According to a doctor, authorities, and the United Nations, during the mass expulsion of migrant workers from Angola to the Democratic Republic of the Congo, women and children have been raped and subjected to other abuses.
According to UN statistics, Angola has deported thousands of employees in recent months, continuing earlier purges over the preceding 12 years, which human rights organisations and the UN claim included abuses.
The extent of the most recent expulsion is not yet known, but according to previously published data from the UN’s migration agency, the International Organization for Migration (IOM), 12,000 workers have gone through one border crossing close to the DRC town of Kamako in the preceding six months.
According to the Reuters news agency, UN personnel visited the region last month and issued an internal preliminary report on the situation.
“Girls and women are arrested wherever they are, without the necessary needs, detained and then separated from their children and husbands, subjected to inhuman and degrading treatment, sometimes raped,” the report said.
The study, which has not yet been released, did not specifically name the offenders. A local doctor attributed the deaths to DRC people and Angolan security troops.
Simo Milagres, a spokesman for Angola’s migration agency, acknowledged a rise in expulsions in recent weeks but refuted reports of rapes and other abuses.
“That’s not true,” he said. “I can guarantee that there isn’t an institutional attitude promoting violence against migrants.”
The Democratic Republic of the Congo’s Kasai area is close to Angola’s border, and expelled Congolese migrants are pushing a hired bicycle to bring their goods there.
Expelled workers from Angola ride a hired bicycle carrying their goods along a muddy road to Tshikapa in the DRC, which is close to Angola’s border.
Increase in cases
The number of abuse cases was not specified in the UN report. However, 122 cases of rape were reported in local clinics this year, according to Victor Mikobi, a physician who specialises in treating sexual assault victims at a Kamako health institution. This is a record number for the community, he said.
“These are women or girls expelled from Angola, some of them under 10 years old, without any means of subsistence and very vulnerable to this type of violence,” he said. Instances of gang rape have caused medical complications, he said.
He calculated that the Angolan security forces were responsible for at least 14 rapes based on testimony from patients who received care at his health institution. He said that civilians in the DRC were responsible for dozens of such crimes.
According to a DRC immigration official who spoke to Reuters under the condition of anonymity, officials had discussed dozens of rapes on both sides of the border in meetings.
The governor of the southern DRC’s Kasai area, Dieudonne Pieme Tutokot, claimed to be aware of rapes and to have started an investigation.
Search for diamonds
Angola is rich in diamonds Thousands of migrant workers from the remote, underdeveloped south of the DRC have long been drawn to the Lunda Norde region. According to the UN assessment, many people arrive and work illegally. Only 20% of the workers who were deported had permits.
According to Fabien Sambussy, the head of the IOM mission in the DRC, Kamako has transformed into a “open-air migrant camp.”
Abbé Trudon Keshilemba, president of a group of civil society organisations in Kamako, said: “The Congolese end up occupying whole villages in Angola, and the Angolans feel that they will disappear.”
“We are witnessing this without being able to do anything due to a lack of resources,” the DRC immigration officer said.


## TASK ITEM
Copy out the data that comes next, character for character, and leave the images aside.
--- THE DATA Enclosed Below ---
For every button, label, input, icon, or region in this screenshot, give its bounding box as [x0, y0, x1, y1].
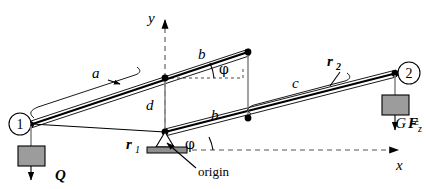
linkage-diagram-svg: 1 2 Q a b φ d b φ c r 1 r: [0, 0, 428, 189]
length-a-label: a: [92, 65, 100, 81]
vector-r2-subscript: 2: [335, 61, 341, 72]
load-G-mass-box: [382, 95, 409, 115]
node-badge-2-label: 2: [406, 66, 413, 81]
vector-r1-label: r: [126, 136, 132, 152]
x-axis-label: x: [395, 157, 403, 173]
ground-bar: [147, 147, 187, 153]
y-axis-label: y: [146, 10, 155, 26]
vector-r1-subscript: 1: [135, 144, 140, 155]
vector-r1-line: [32, 124, 165, 132]
length-c-label: c: [292, 75, 299, 91]
load-Q-label: Q: [55, 167, 66, 183]
angle-phi-upper-arc: [210, 63, 214, 78]
load-Q-mass-box: [18, 146, 45, 166]
lower-beam-centerline: [165, 74, 395, 133]
load-G-force-symbol: F: [407, 115, 418, 131]
origin-label: origin: [198, 164, 230, 179]
angle-phi-lower-label: φ: [185, 136, 195, 152]
joint-dot-lower-mid: [245, 115, 252, 122]
node-badge-1-label: 1: [17, 117, 24, 132]
angle-phi-lower-arc: [209, 137, 213, 150]
length-b-lower-label: b: [211, 107, 219, 123]
joint-dot-upper-mid: [162, 75, 169, 82]
length-b-upper-label: b: [198, 46, 206, 62]
angle-phi-upper-label: φ: [219, 61, 229, 77]
length-d-label: d: [146, 97, 154, 113]
figure-canvas: 1 2 Q a b φ d b φ c r 1 r: [0, 0, 428, 189]
load-G-force-subscript: z: [417, 123, 422, 134]
joint-dot-top-right: [245, 49, 252, 56]
vector-r2-label: r: [327, 53, 333, 69]
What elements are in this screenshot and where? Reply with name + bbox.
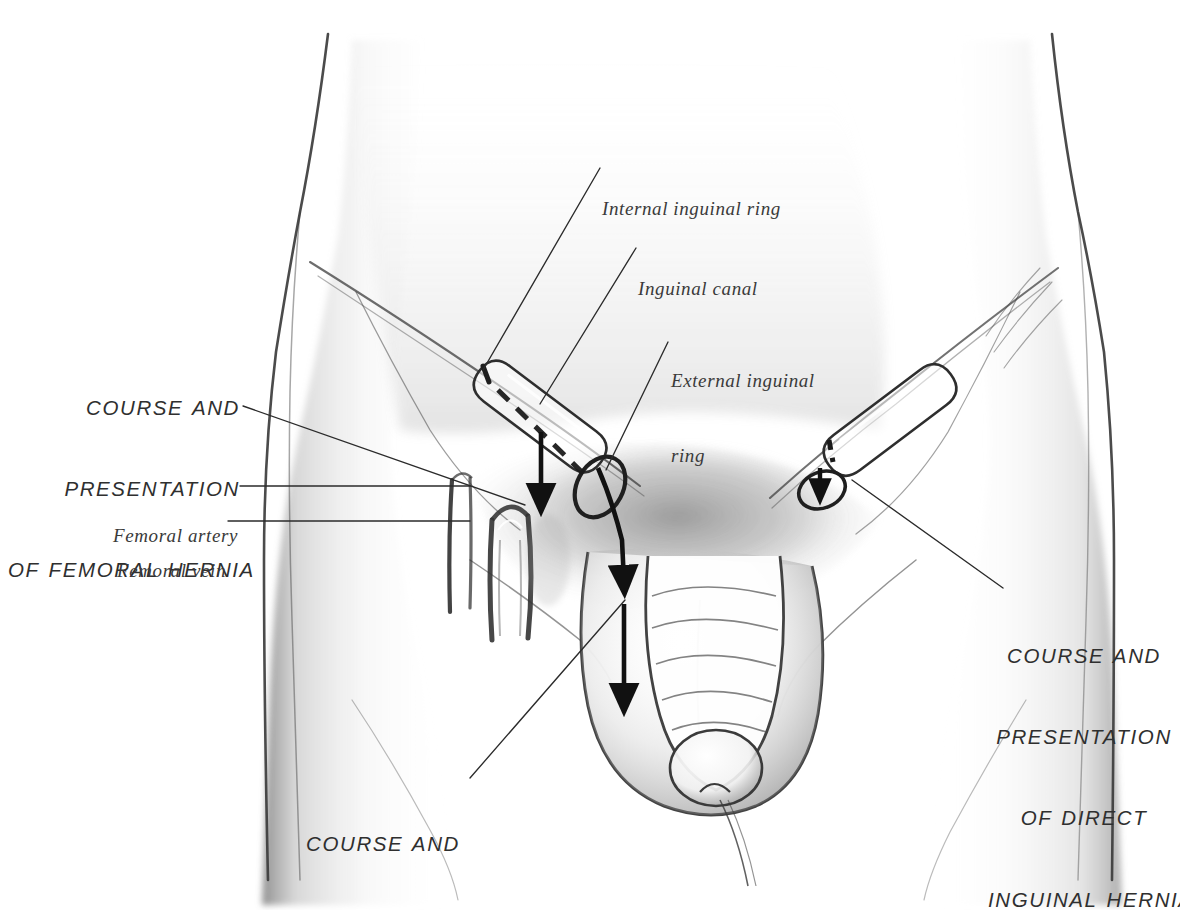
label-direct-inguinal-hernia: COURSE AND PRESENTATION OF DIRECT INGUIN…: [988, 588, 1180, 910]
external-genitalia: [581, 548, 823, 886]
label-indirect-inguinal-hernia-line-1: COURSE AND: [268, 830, 498, 857]
label-femoral-vein: Femoral vein: [20, 508, 226, 633]
label-direct-inguinal-hernia-line-3: OF DIRECT: [988, 804, 1180, 831]
label-external-inguinal-ring: External inguinal ring: [671, 318, 815, 519]
label-inguinal-canal-text: Inguinal canal: [638, 276, 758, 301]
femoral-artery-structure: [449, 473, 472, 612]
label-femoral-vein-text: Femoral vein: [20, 558, 226, 583]
figure-canvas: Internal inguinal ring Inguinal canal Ex…: [0, 0, 1180, 910]
label-direct-inguinal-hernia-line-4: INGUINAL HERNIA: [988, 886, 1180, 910]
label-internal-inguinal-ring-text: Internal inguinal ring: [602, 196, 781, 221]
label-direct-inguinal-hernia-line-1: COURSE AND: [988, 642, 1180, 669]
label-femoral-hernia-line-1: COURSE AND: [8, 394, 240, 421]
label-external-inguinal-ring-line-1: External inguinal: [671, 368, 815, 393]
label-external-inguinal-ring-line-2: ring: [671, 443, 815, 468]
leader-direct-inguinal-hernia: [852, 480, 1003, 588]
label-indirect-inguinal-hernia: COURSE AND PRESENTATION OF INDIRECT INGU…: [268, 776, 498, 910]
label-direct-inguinal-hernia-line-2: PRESENTATION: [988, 723, 1180, 750]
--- End of Enclosed THE DATA ---
## THE COMPLETED TASK
For every button, label, input, icon, or region in this screenshot, give its bounding box as [x0, y0, x1, y1].
linkage-diagram-svg: 1 2 Q a b φ d b φ c r 1 r: [0, 0, 428, 189]
length-a-label: a: [92, 65, 100, 81]
vector-r2-subscript: 2: [335, 61, 341, 72]
load-G-mass-box: [382, 95, 409, 115]
node-badge-2-label: 2: [406, 66, 413, 81]
vector-r1-label: r: [126, 136, 132, 152]
x-axis-label: x: [395, 157, 403, 173]
ground-bar: [147, 147, 187, 153]
y-axis-label: y: [146, 10, 155, 26]
vector-r1-subscript: 1: [135, 144, 140, 155]
vector-r1-line: [32, 124, 165, 132]
length-c-label: c: [292, 75, 299, 91]
load-Q-label: Q: [55, 167, 66, 183]
angle-phi-upper-arc: [210, 63, 214, 78]
load-Q-mass-box: [18, 146, 45, 166]
lower-beam-centerline: [165, 74, 395, 133]
load-G-force-symbol: F: [407, 115, 418, 131]
origin-label: origin: [198, 164, 230, 179]
angle-phi-lower-label: φ: [185, 136, 195, 152]
joint-dot-lower-mid: [245, 115, 252, 122]
node-badge-1-label: 1: [17, 117, 24, 132]
angle-phi-lower-arc: [209, 137, 213, 150]
length-b-lower-label: b: [211, 107, 219, 123]
joint-dot-upper-mid: [162, 75, 169, 82]
length-b-upper-label: b: [198, 46, 206, 62]
angle-phi-upper-label: φ: [219, 61, 229, 77]
length-d-label: d: [146, 97, 154, 113]
figure-canvas: 1 2 Q a b φ d b φ c r 1 r: [0, 0, 428, 189]
load-G-force-subscript: z: [417, 123, 422, 134]
joint-dot-top-right: [245, 49, 252, 56]
vector-r2-label: r: [327, 53, 333, 69]
What elements are in this screenshot and where? Reply with name + bbox.
label-direct-inguinal-hernia: COURSE AND PRESENTATION OF DIRECT INGUIN…: [988, 588, 1180, 910]
external-genitalia: [581, 548, 823, 886]
label-indirect-inguinal-hernia-line-1: COURSE AND: [268, 830, 498, 857]
label-femoral-vein: Femoral vein: [20, 508, 226, 633]
label-direct-inguinal-hernia-line-3: OF DIRECT: [988, 804, 1180, 831]
label-external-inguinal-ring: External inguinal ring: [671, 318, 815, 519]
label-inguinal-canal-text: Inguinal canal: [638, 276, 758, 301]
femoral-artery-structure: [449, 473, 472, 612]
label-femoral-vein-text: Femoral vein: [20, 558, 226, 583]
figure-canvas: Internal inguinal ring Inguinal canal Ex…: [0, 0, 1180, 910]
label-direct-inguinal-hernia-line-4: INGUINAL HERNIA: [988, 886, 1180, 910]
label-internal-inguinal-ring-text: Internal inguinal ring: [602, 196, 781, 221]
label-direct-inguinal-hernia-line-1: COURSE AND: [988, 642, 1180, 669]
label-femoral-hernia-line-1: COURSE AND: [8, 394, 240, 421]
label-external-inguinal-ring-line-1: External inguinal: [671, 368, 815, 393]
label-external-inguinal-ring-line-2: ring: [671, 443, 815, 468]
leader-direct-inguinal-hernia: [852, 480, 1003, 588]
label-indirect-inguinal-hernia: COURSE AND PRESENTATION OF INDIRECT INGU…: [268, 776, 498, 910]
label-direct-inguinal-hernia-line-2: PRESENTATION: [988, 723, 1180, 750]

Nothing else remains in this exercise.